The Rev. Raphael Warnock sworn in with two others as new senator
Warnock was sworn in with Georgia’s second new senator, Jon Ossoff, who is the state’s first Jewish senator, and Alex Padilla, California’s first Latino senator. In this image from video, Vice President Kamala Harris swears in Sen. Raphael Warnock, D-Georgia, from left; Sen. Alex Padilla, D-California; and Sen. Jon Ossoff, D-Georgia, on the floor of the Senate, Jan. 6, 2021, on Capitol Hill in Washington. (Senate Television via AP)
January 20, 2021
(RNS) Raphael Warnock, the Atlanta pastor long known as “the Rev.,” received a new moniker “Senator” as he was sworn in at the U.S. Capitol on Wednesday (Jan. 20).
Raphael Warnock and the Solitude of the Black Senator
Raphael Warnock and the Solitude of the Black Senator The Georgia pastor will be just the 11th Black U.S. senator. His victory came amid an attempt to delegitimize election results a pattern for more than 150 years.
By Theodore R. Johnson
Illustration by Dakarai Akil
In late January 1870, the nation’s capital was riveted by a new arrival: the Mississippi legislator Hiram Rhodes Revels, who had traveled days by steamboat and train, forced into the “colored” sections by captains and conductors, en route to becoming the first Black United States senator. Not long after his train pulled in to the New Jersey Avenue Station, Revels, wearing a black suit and a neat beard beneath cheekbones fresh from a shave, was greeted by a rhapsodic Black public. There were lunches with leading civil rights advocates; daily congratulatory visits from as many as 50 men at the Capitol Hill home where he was the guest of a prominent Black
MLK and the power of the Black vote | Opinion
Updated Jan 18, 2021;
Posted Jan 18, 2021
Antoinette Gaboton-Moss, the pastor of Trinity United Methodist Church in Highland Park and the founder and executive director of Black Community Watchline, says Dr. Martin Luther King’s legacy is connected to the legacies of Ella Baker, Dorothy Height and Diane Nash and extends to the political activism of Fannie Lou Hamer who was brutally beaten for registering people to vote. Stacey Abrams, LaTosha Brown, Aimee Allison, among other Black women, continue Dr. King’s legacy of grassroots mobilization, fighting against voter suppression, stressing the importance of civic engagement, and working to build a more equitable society.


• Work instruction:
Please work out how many lines include the word "scharfen" in the entries, and reply with only the count.

• Available data:
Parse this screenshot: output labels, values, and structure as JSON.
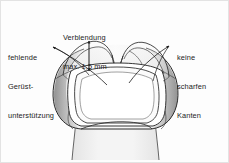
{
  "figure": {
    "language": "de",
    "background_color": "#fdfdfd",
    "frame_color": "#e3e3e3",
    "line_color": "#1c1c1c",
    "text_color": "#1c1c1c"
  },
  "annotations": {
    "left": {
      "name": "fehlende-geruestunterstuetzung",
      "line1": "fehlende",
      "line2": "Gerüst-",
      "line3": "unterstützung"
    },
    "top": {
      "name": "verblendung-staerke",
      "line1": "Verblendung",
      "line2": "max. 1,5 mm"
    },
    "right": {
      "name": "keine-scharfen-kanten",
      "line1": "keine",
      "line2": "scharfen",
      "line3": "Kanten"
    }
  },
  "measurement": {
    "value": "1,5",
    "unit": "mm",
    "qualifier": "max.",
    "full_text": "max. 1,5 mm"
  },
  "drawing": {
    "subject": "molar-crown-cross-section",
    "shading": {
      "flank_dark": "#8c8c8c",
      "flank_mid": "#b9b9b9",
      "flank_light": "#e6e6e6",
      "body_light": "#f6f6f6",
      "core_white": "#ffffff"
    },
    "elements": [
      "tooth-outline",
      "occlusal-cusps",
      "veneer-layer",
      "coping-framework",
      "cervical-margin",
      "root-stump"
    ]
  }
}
==
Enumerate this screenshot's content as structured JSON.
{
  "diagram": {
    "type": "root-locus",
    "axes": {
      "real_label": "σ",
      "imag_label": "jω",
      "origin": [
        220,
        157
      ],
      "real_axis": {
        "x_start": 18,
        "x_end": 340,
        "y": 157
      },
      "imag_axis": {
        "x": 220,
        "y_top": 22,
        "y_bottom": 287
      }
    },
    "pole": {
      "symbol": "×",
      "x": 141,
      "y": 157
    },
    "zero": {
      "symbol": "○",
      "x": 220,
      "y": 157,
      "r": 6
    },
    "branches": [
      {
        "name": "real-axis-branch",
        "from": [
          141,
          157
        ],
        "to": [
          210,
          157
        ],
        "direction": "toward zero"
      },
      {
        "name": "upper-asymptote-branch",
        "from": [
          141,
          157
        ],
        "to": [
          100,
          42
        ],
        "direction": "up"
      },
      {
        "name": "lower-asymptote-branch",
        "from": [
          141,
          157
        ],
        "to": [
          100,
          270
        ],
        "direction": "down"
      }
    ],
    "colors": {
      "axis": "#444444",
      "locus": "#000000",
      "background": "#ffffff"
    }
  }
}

• Written response:
2